Rajaram reportedly said that he was inspired by Kumar’s journey and compelling founding story. “He contracted hepatitis C and got cured through Ayurvedic treatments,” Rajaram said about Kumar. “As he started researching the space, he learned that there are more than 1.1 million non-allopathic practitioners in India alone, and many more globally. These doctors were poorly served by existing infrastructure, which led him to start NirogStreet, a B2B platform to help non-allopathic doctors order medicines, connect with patients, and overall run their business more effectively and serve their patients better.

“The company is doing well and growing rapidly,” Rajaram said. “What is interesting is how much interest they get from practitioners outside India. They have decided to stay focused on India in the near-term, but this is a global opportunity.”

According to the Confederation of Indian Industry, the Ayurveda product market is at was at $3.5 billion at the end of FY18, pegged to grow at 16 percent compound annual growth rate (CAGR).

NirogStreet [https://nirogstreet.com/], Kumar said, is the only company in India that has brought in 50,000 Ayurvedic practitioners globally to its platform and each doctor associated has the Bachelor of Ayurvedic Medicine and Surgery (BAMS) degree. On top of this, the doctors who follow NirogSteet’s protocols and digital practice are also certified by NirogSteet.

“I come from a low middle class family, and so had to leave studies when I was in Grade 11 to look for work,” said Kumar, who traces his roots to Muzzaffarpur in the eastern Indian state of Bihar.

In 2000, he founded his first business Techlus, that helped promote information about computers to people in the smaller towns of India. “I was 15-16 years old and was not even aware what entrepreneur means,” Kumar said over the phone with a hearty laugh.

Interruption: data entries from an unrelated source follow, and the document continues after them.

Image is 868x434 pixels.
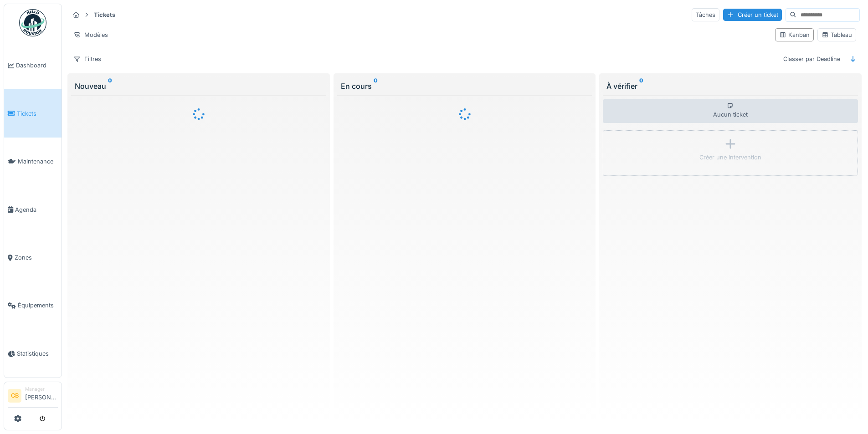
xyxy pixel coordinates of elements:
[341,81,589,91] div: En cours
[639,81,644,91] sup: 0
[108,81,112,91] sup: 0
[4,330,62,378] a: Statistiques
[723,9,782,21] div: Créer un ticket
[4,282,62,330] a: Équipements
[821,30,852,39] div: Tableau
[90,11,119,19] strong: Tickets
[699,153,761,162] div: Créer une intervention
[15,205,58,215] span: Agenda
[7,386,58,408] a: CB Manager[PERSON_NAME]
[7,389,21,403] li: CB
[692,8,719,21] div: Tâches
[17,109,58,118] span: Tickets
[25,386,58,405] li: [PERSON_NAME]
[779,30,810,39] div: Kanban
[16,61,58,70] span: Dashboard
[4,90,62,137] a: Tickets
[4,41,62,90] a: Dashboard
[18,301,58,310] span: Équipements
[69,28,112,41] div: Modèles
[374,81,378,91] sup: 0
[607,81,854,91] div: À vérifier
[603,99,858,123] div: Aucun ticket
[4,137,62,186] a: Maintenance
[18,157,58,166] span: Maintenance
[779,53,844,66] div: Classer par Deadline
[75,81,322,91] div: Nouveau
[17,349,58,358] span: Statistiques
[4,233,62,282] a: Zones
[69,53,105,66] div: Filtres
[15,253,58,262] span: Zones
[4,186,62,233] a: Agenda
[25,386,58,393] div: Manager
[19,9,47,36] img: Badge_color-CXgf-gQk.svg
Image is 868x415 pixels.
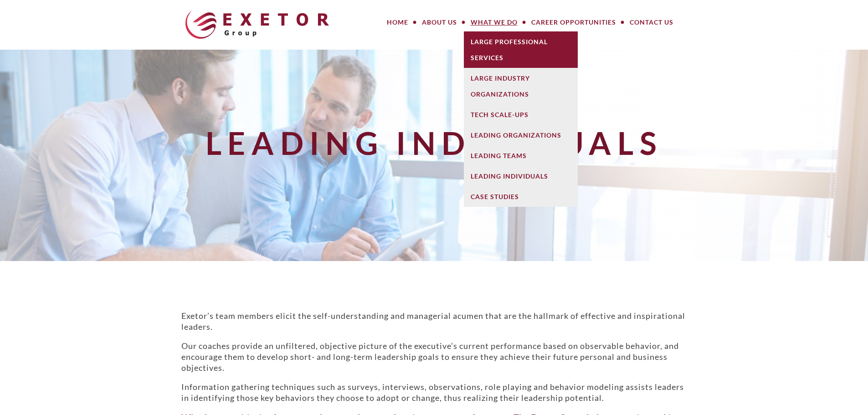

He said was fascinated with the computer and he approached the computer center in town that had just one PC in a small room. Kumar offered to work there in exchange of lessons in JAVA. He eventually graduated in Computer Science from Sikkim Manipal University.

Kumar said he realized that “Ayurveda in India is an unorganized sector…. Also, what I observed was people have trust in Ayurveda but they don’t trust the medicines. There is no knowledge sharing.” He said that the Ayurvedic doctors are like small entrepreneurs but they are not tech savvy. They are legally allowed to sell medicines but there is no knowledge-sharing platform. Kumar said he saw a business model in that.

“Just an idea that I can create something where doctors can engage among themselves because a knowledge platform is not happening in Ayurveda like it is in western medicine,” Kumar said. He said the Ayurveda market was unorganized but vast. “India has close to 9000 licensed pharmacies but the challenge is enforcement [of rules and quality control] is very weak,” he said.

“When the threat to life is immediate people will go to allopathy and when threat to life is long they go to Ayurveda,” said Kumar. Asked about the impact of the Covid-19 pandemic on Ayurveda, he said: “Pandemic boosted the business, doctors are more open to technology … and actually it was a boost to us. Just in 12 months we grew 300 percent.”

He said: “What we are seeing with the Ayurveda is that at least it brings down the cost of treatment and Ayurveda makes you healthy, wealthy and wise. For better quality of life, Ayurveda is the only answer.”